As darkness approaches, we make our way to the McDonald Observatory for a Star Party (reservations required).

Although a waxing gibbous moon brightens the night, the view from the concrete benches at the outdoor observatory amphitheater is mesmerizing. Moonlight bounces off the stone seating and mixes with red safe lights, making for an otherworldly atmosphere.

Five telescopes offer a view of tonight’s magnified celestial moving feast, focusing on the moon, Saturn, Jupiter, an old star cluster and a newly formed star cluster. The moon-gazing is fascinating, focusing on “snowman” moon craters, a series of five aligned craters of graduated size. (The largest crater, where the uncrewed Surveyor 3 landed in 1967, is 95 miles across). The craters do conjure a snowman image.

At another station, a vivid Saturn almost looks like an animated cartoon. At the Jupiter station, I watch a moon emerge from the shadow of the planet, a black dot framed by three other bright white moons.

We return in the darkness without having to dodge any wandering javelinas, although we do pass a band of raccoon eyes reflected eerily in our headlights.

Our last morning in town, we drive to the end of the winding 2.2-mile Skyline Drive (also built by CCC), where we find two other parties standing transfixed near the edge of a canyon.

On a ledge across the way, six tan aoudads — also known as Barbary sheep — perch on an outcropping. (The North African aoudads, introduced to Texas in the 1950s as exotic game, have long horns that curl back into a crescent shape.) We gaze up at them, and they stare right back.

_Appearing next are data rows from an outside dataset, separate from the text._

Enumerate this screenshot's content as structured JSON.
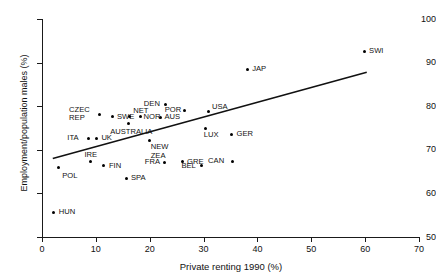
{
  "chart_data": {
    "type": "scatter",
    "title": "",
    "xlabel": "Private renting 1990 (%)",
    "ylabel": "Employment/population males (%)",
    "xlim": [
      0,
      70
    ],
    "ylim": [
      50,
      100
    ],
    "xticks": [
      0,
      10,
      20,
      30,
      40,
      50,
      60,
      70
    ],
    "yticks": [
      50,
      60,
      70,
      80,
      90,
      100
    ],
    "grid": false,
    "legend": null,
    "points": [
      {
        "label": "POL",
        "x": 3.0,
        "y": 66.0,
        "label_dx": 4,
        "label_dy": 5
      },
      {
        "label": "HUN",
        "x": 2.2,
        "y": 55.7,
        "label_dx": 5,
        "label_dy": -4
      },
      {
        "label": "ITA",
        "x": 8.6,
        "y": 72.7,
        "label_dx": -21,
        "label_dy": -4
      },
      {
        "label": "CZEC REP",
        "x": 10.6,
        "y": 78.0,
        "label_dx": -30,
        "label_dy": -9
      },
      {
        "label": "UK",
        "x": 10.1,
        "y": 72.7,
        "label_dx": 5,
        "label_dy": -4
      },
      {
        "label": "IRE",
        "x": 9.0,
        "y": 67.3,
        "label_dx": -6,
        "label_dy": -11
      },
      {
        "label": "FIN",
        "x": 11.5,
        "y": 66.3,
        "label_dx": 5,
        "label_dy": -4
      },
      {
        "label": "SWE",
        "x": 13.0,
        "y": 77.6,
        "label_dx": 5,
        "label_dy": -4
      },
      {
        "label": "NET",
        "x": 16.2,
        "y": 77.6,
        "label_dx": 0,
        "label_dy": -10
      },
      {
        "label": "AUSTRALIA",
        "x": 16.0,
        "y": 76.0,
        "label_dx": -18,
        "label_dy": 4
      },
      {
        "label": "NOR",
        "x": 18.3,
        "y": 77.6,
        "label_dx": 3,
        "label_dy": -4
      },
      {
        "label": "SPA",
        "x": 15.6,
        "y": 63.5,
        "label_dx": 5,
        "label_dy": -4
      },
      {
        "label": "DEN",
        "x": 23.0,
        "y": 80.4,
        "label_dx": -22,
        "label_dy": -4
      },
      {
        "label": "AUS",
        "x": 22.0,
        "y": 77.5,
        "label_dx": 4,
        "label_dy": -4
      },
      {
        "label": "NEW ZEA",
        "x": 20.0,
        "y": 72.2,
        "label_dx": 1,
        "label_dy": 3
      },
      {
        "label": "FRA",
        "x": 22.8,
        "y": 67.2,
        "label_dx": -20,
        "label_dy": -4
      },
      {
        "label": "POR",
        "x": 26.5,
        "y": 79.1,
        "label_dx": -20,
        "label_dy": -4
      },
      {
        "label": "GRE",
        "x": 26.0,
        "y": 67.3,
        "label_dx": 5,
        "label_dy": -4
      },
      {
        "label": "BEL",
        "x": 29.6,
        "y": 66.3,
        "label_dx": -20,
        "label_dy": -4
      },
      {
        "label": "LUX",
        "x": 30.4,
        "y": 75.0,
        "label_dx": -2,
        "label_dy": 3
      },
      {
        "label": "USA",
        "x": 31.0,
        "y": 78.7,
        "label_dx": 3,
        "label_dy": -9
      },
      {
        "label": "CAN",
        "x": 35.3,
        "y": 67.4,
        "label_dx": -24,
        "label_dy": -4
      },
      {
        "label": "GER",
        "x": 35.2,
        "y": 73.6,
        "label_dx": 5,
        "label_dy": -4
      },
      {
        "label": "JAP",
        "x": 38.1,
        "y": 88.5,
        "label_dx": 5,
        "label_dy": -4
      },
      {
        "label": "SWI",
        "x": 59.8,
        "y": 92.6,
        "label_dx": 5,
        "label_dy": -4
      }
    ],
    "trend_line": {
      "x0": 2.0,
      "y0": 68.0,
      "x1": 60.3,
      "y1": 87.8
    }
  },
  "axis": {
    "ytick_labels": [
      "100",
      "90",
      "80",
      "70",
      "60",
      "50"
    ],
    "xtick_labels": [
      "0",
      "10",
      "20",
      "30",
      "40",
      "50",
      "60",
      "70"
    ],
    "y_title": "Employment/population males (%)",
    "x_title": "Private renting 1990 (%)"
  }
}
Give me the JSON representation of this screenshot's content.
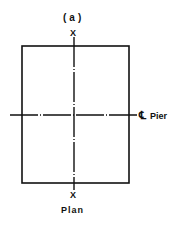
{
  "diagram": {
    "panel_label": "(a)",
    "section_markers": {
      "top": "X",
      "bottom": "X"
    },
    "centerline_symbol": "℄",
    "centerline_label": "Pier",
    "view_label": "Plan",
    "line_color": "#111111",
    "background": "#ffffff"
  }
}
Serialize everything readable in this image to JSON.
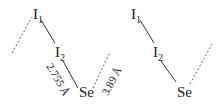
{
  "diagram": {
    "type": "molecular-chain",
    "units": [
      {
        "atoms": [
          {
            "id": "I1",
            "symbol": "I",
            "subscript": "1"
          },
          {
            "id": "I2",
            "symbol": "I",
            "subscript": "2"
          },
          {
            "id": "Se",
            "symbol": "Se",
            "subscript": ""
          }
        ]
      },
      {
        "atoms": [
          {
            "id": "I1",
            "symbol": "I",
            "subscript": "1"
          },
          {
            "id": "I2",
            "symbol": "I",
            "subscript": "2"
          },
          {
            "id": "Se",
            "symbol": "Se",
            "subscript": ""
          }
        ]
      }
    ],
    "labels": {
      "bond_distance": "2.755 Å",
      "contact_distance": "3.89 Å"
    },
    "legend": {
      "solid_line": "covalent bond",
      "dashed_line": "secondary contact"
    }
  }
}
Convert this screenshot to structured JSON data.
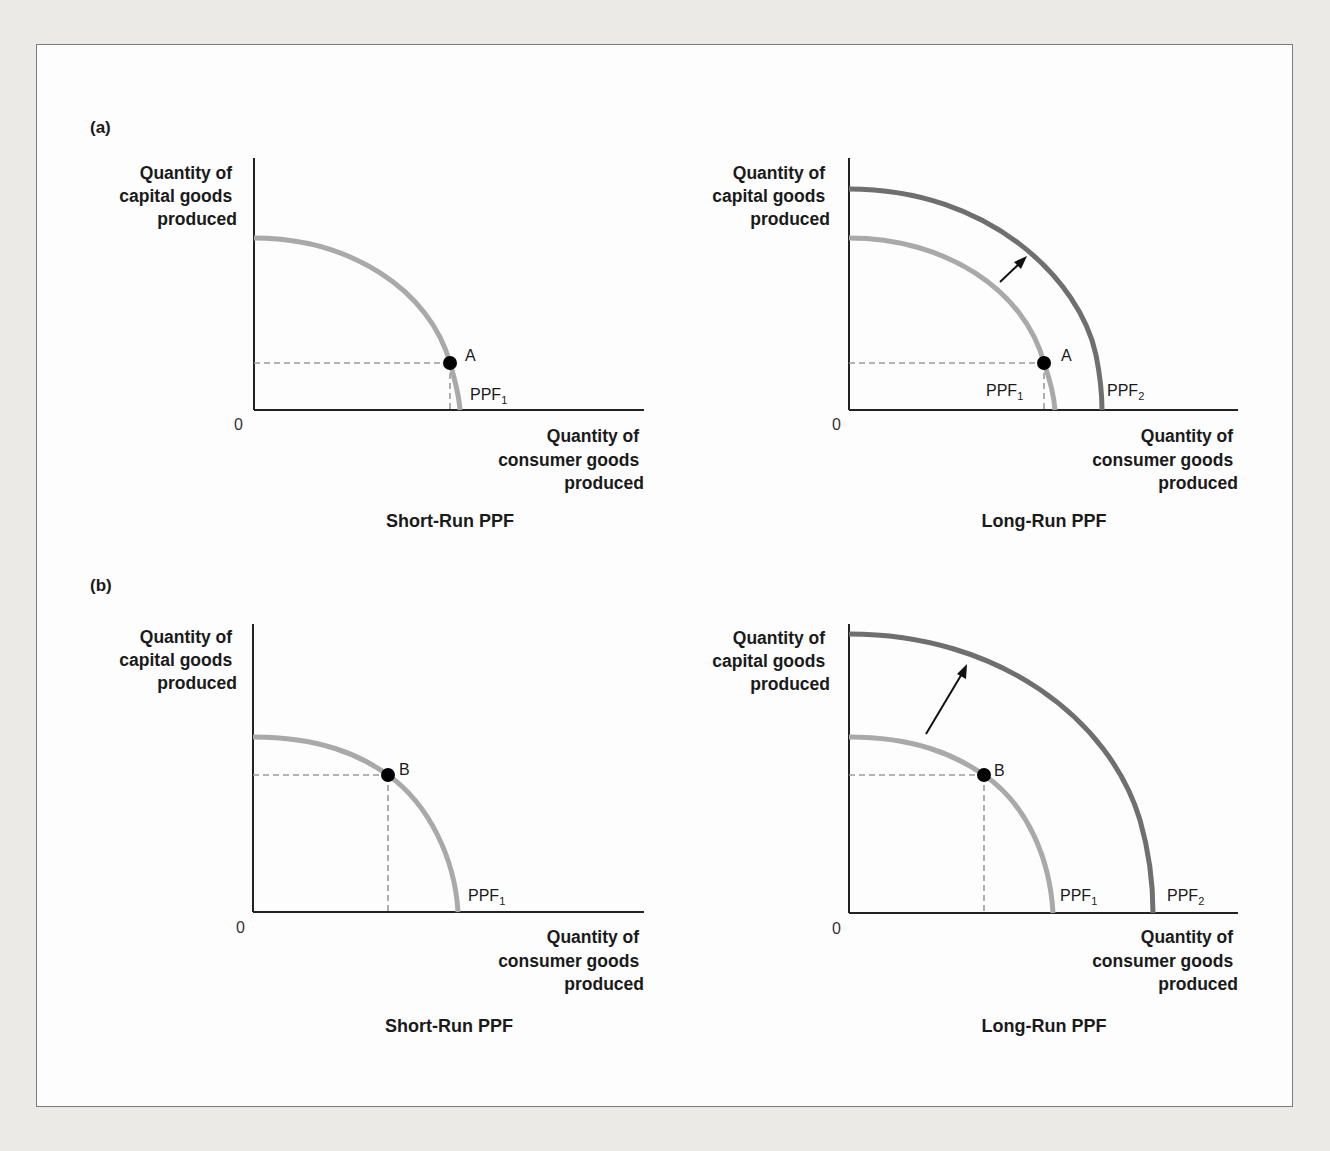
{
  "panels": [
    {
      "label": "(a)",
      "charts": [
        {
          "title": "Short-Run PPF",
          "y_axis": [
            "Quantity of",
            "capital goods",
            "produced"
          ],
          "x_axis": [
            "Quantity of",
            "consumer goods",
            "produced"
          ],
          "origin": "0",
          "curves": [
            {
              "name": "PPF",
              "sub": "1"
            }
          ],
          "point": "A"
        },
        {
          "title": "Long-Run PPF",
          "y_axis": [
            "Quantity of",
            "capital goods",
            "produced"
          ],
          "x_axis": [
            "Quantity of",
            "consumer goods",
            "produced"
          ],
          "origin": "0",
          "curves": [
            {
              "name": "PPF",
              "sub": "1"
            },
            {
              "name": "PPF",
              "sub": "2"
            }
          ],
          "point": "A"
        }
      ]
    },
    {
      "label": "(b)",
      "charts": [
        {
          "title": "Short-Run PPF",
          "y_axis": [
            "Quantity of",
            "capital goods",
            "produced"
          ],
          "x_axis": [
            "Quantity of",
            "consumer goods",
            "produced"
          ],
          "origin": "0",
          "curves": [
            {
              "name": "PPF",
              "sub": "1"
            }
          ],
          "point": "B"
        },
        {
          "title": "Long-Run PPF",
          "y_axis": [
            "Quantity of",
            "capital goods",
            "produced"
          ],
          "x_axis": [
            "Quantity of",
            "consumer goods",
            "produced"
          ],
          "origin": "0",
          "curves": [
            {
              "name": "PPF",
              "sub": "1"
            },
            {
              "name": "PPF",
              "sub": "2"
            }
          ],
          "point": "B"
        }
      ]
    }
  ],
  "colors": {
    "ppf1": "#a9a9a9",
    "ppf2": "#6f6f6f",
    "axis": "#222222",
    "point": "#000000"
  }
}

The staredown continues for a bit, with the humans blinking first, moving on.

A short distance away, a mile-long trail from an awesome overlook leads down to the historic fort below. The climb back up is steep and littered with loose rocks, so hikers might consider getting dropped off at the top and picked up at the bottom if others in the group are amenable.

On our way back along Skyline Drive, we drive past Ewing’s favorite overlook.

Sure, it’s a darn good one, but I figure he has his vista and I have mine.